The activity is inspired by St. Patrick’s Day and begins with setting up a canvas, paint, brushes, water, paper towels, and a palette. JD then guides participants through painting the background, mixing colors, and creating a lucky four-leaf clover as the focus of the artwork.
Throughout the video, JD encourages participants to take their time, use their own creative choices, and enjoy the process of painting. The project gives participants a chance to practice brush use, color mixing, layering paint, and completing a seasonal piece of art.

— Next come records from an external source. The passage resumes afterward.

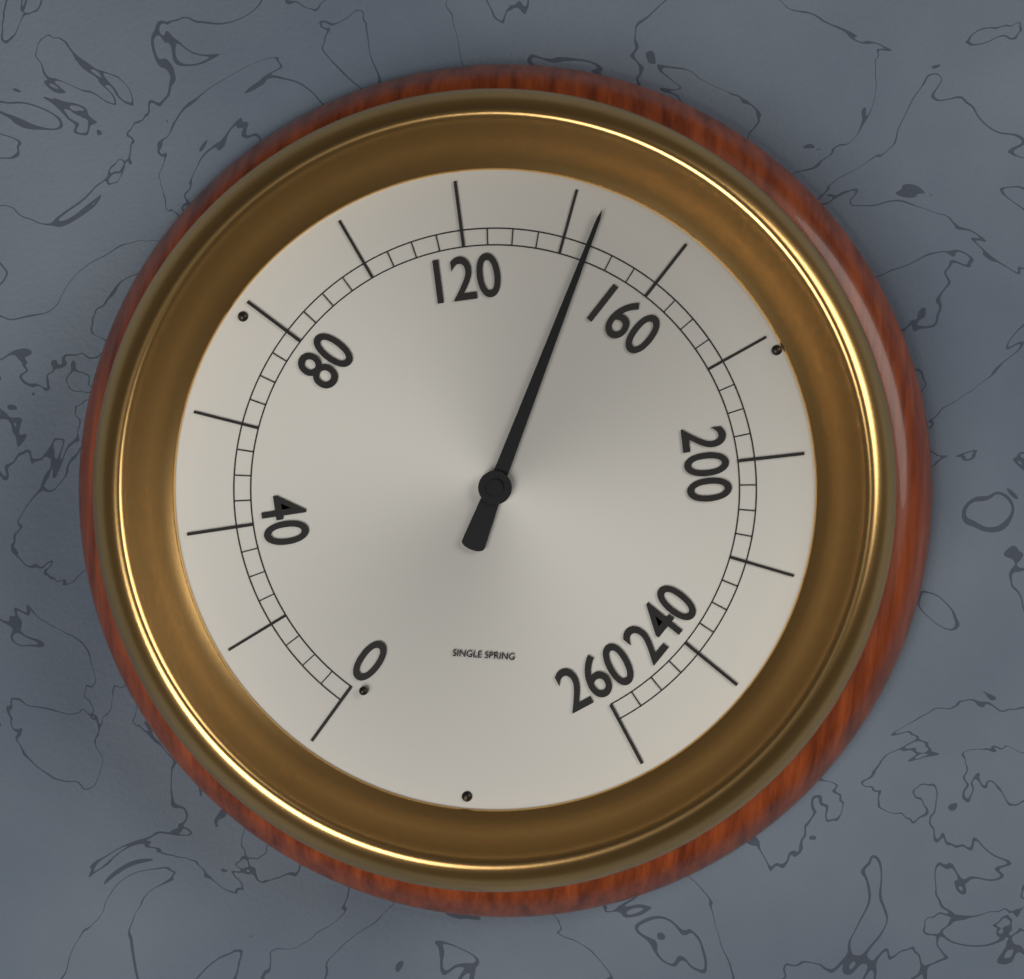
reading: 145 (no unit)
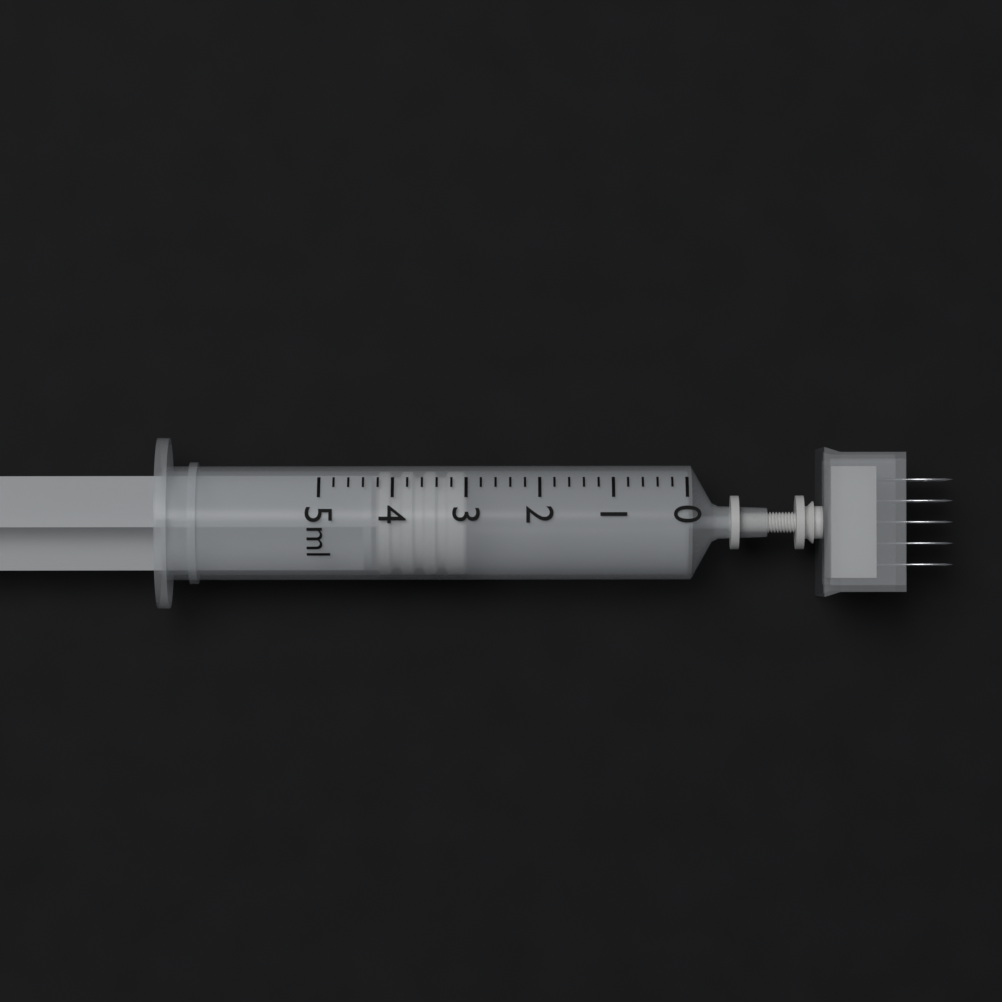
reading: 3.0 ml
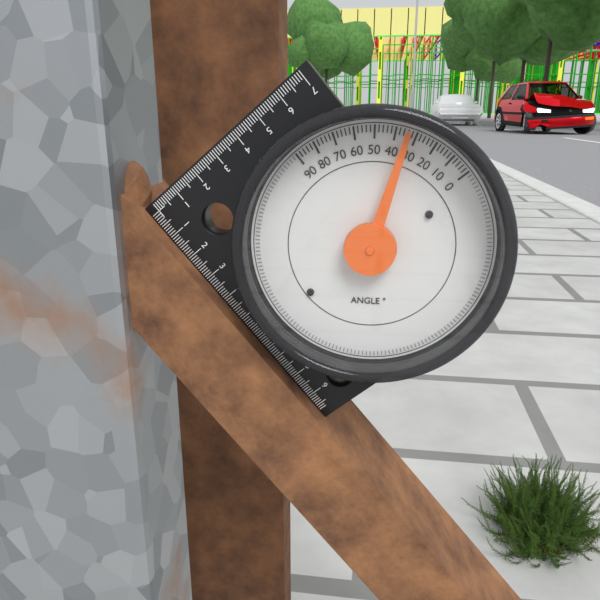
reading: 34 °
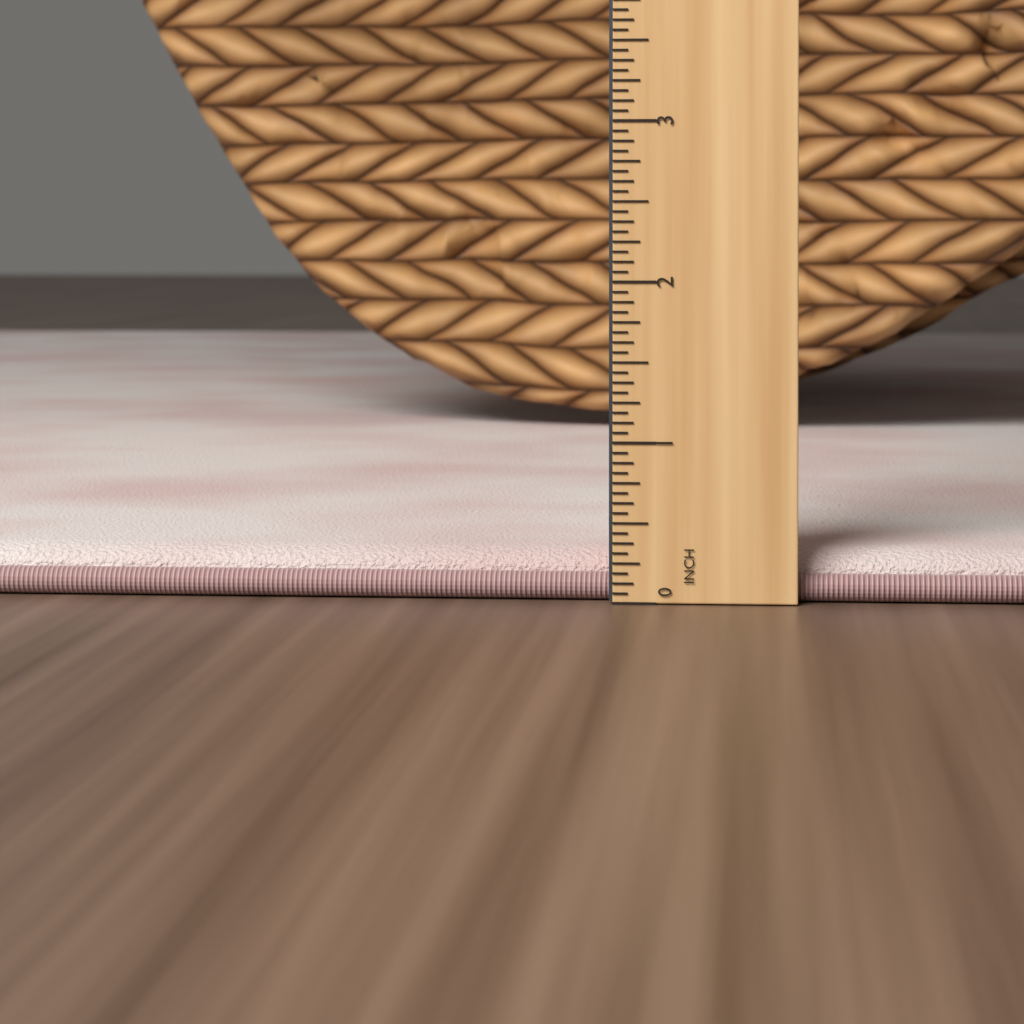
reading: 0.3125 in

This video gives participants a festive, step-by-step art activity focused on acrylic painting, color, brush control, creative choice, and pride in finished work.
Supplies Needed
Canvas, such as a 9 by 12 inch canvas or another similar painting surface
Acrylic paint, including white, purple, and green
Paint brushes
Cup of water for rinsing brushes
Paper towels
Paper plate or palette for paint
Paint apron or clothes that can get messy
Good For
Adults with IDD who enjoy painting, holidays, St. Patrick’s Day themes, four-leaf clovers, color mixing, or creative art activities.
Caregivers looking for a guided seasonal art activity with clear setup, flexible choices, and a finished project participants can display.
Adult day programs, home routines, or group activities about art, holidays, color, fine motor practice, following directions, and self-expression.
Participants who benefit from visual modeling, encouragement, creative choice, and a festive project they can complete with support nearby.
How to Use This Video
Use this video as a guided seasonal painting activity for a home routine, day program, small group, or supported creative time.
Caregivers can gather the supplies ahead of time and help participants set up their canvas, paints, brushes, water cup, paper towels, and palette. Because this activity uses acrylic paint, it may help to protect the table and have participants wear an apron or clothing that can get paint on it.
JD gives step-by-step instructions, but the painting does not need to match his exactly. Participants can choose different greens, adjust the size of the clover, change the background color, add extra details, or simplify parts of the painting as needed.
Because this activity involves acrylic paint, water, brush rinsing, drying time, and multiple colors, caregivers can provide support with setup, managing spills, cleaning brushes, portioning paint, staying oriented on the canvas, and letting the finished painting dry safely.
At the end, participants can sign their artwork, let it dry, show it off, and save or display it as part of a seasonal art collection.